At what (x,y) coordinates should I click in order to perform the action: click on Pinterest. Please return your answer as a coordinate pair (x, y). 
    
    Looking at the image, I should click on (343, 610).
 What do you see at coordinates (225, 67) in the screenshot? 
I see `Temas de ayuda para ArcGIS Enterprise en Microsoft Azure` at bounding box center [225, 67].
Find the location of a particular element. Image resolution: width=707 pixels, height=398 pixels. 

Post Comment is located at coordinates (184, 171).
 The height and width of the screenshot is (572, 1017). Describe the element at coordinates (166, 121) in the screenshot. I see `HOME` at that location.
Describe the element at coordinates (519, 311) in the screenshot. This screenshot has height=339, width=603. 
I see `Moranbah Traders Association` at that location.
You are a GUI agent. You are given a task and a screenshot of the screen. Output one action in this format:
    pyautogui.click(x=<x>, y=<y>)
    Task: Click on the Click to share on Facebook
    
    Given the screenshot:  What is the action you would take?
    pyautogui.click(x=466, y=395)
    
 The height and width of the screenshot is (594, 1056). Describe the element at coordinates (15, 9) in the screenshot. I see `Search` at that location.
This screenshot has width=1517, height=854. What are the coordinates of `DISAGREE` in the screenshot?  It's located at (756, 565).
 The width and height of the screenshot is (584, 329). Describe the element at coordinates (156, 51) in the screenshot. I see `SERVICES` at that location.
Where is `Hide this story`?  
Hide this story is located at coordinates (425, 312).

● ● ● ●

The full listing above is to be copied exactly, line for line.

At what (x,y) coordinates should I click in order to perform the action: click on Pinterest. Please return your answer as a coordinate pair (x, y). 
    
    Looking at the image, I should click on (343, 610).
 What do you see at coordinates (225, 67) in the screenshot? 
I see `Temas de ayuda para ArcGIS Enterprise en Microsoft Azure` at bounding box center [225, 67].
Find the location of a particular element. Image resolution: width=707 pixels, height=398 pixels. 

Post Comment is located at coordinates (184, 171).
 The height and width of the screenshot is (572, 1017). Describe the element at coordinates (166, 121) in the screenshot. I see `HOME` at that location.
Describe the element at coordinates (519, 311) in the screenshot. This screenshot has height=339, width=603. 
I see `Moranbah Traders Association` at that location.
You are a GUI agent. You are given a task and a screenshot of the screen. Output one action in this format:
    pyautogui.click(x=<x>, y=<y>)
    Task: Click on the Click to share on Facebook
    
    Given the screenshot:  What is the action you would take?
    pyautogui.click(x=466, y=395)
    
 The height and width of the screenshot is (594, 1056). Describe the element at coordinates (15, 9) in the screenshot. I see `Search` at that location.
This screenshot has width=1517, height=854. What are the coordinates of `DISAGREE` in the screenshot?  It's located at (756, 565).
 The width and height of the screenshot is (584, 329). Describe the element at coordinates (156, 51) in the screenshot. I see `SERVICES` at that location.
Where is `Hide this story`?  
Hide this story is located at coordinates (425, 312).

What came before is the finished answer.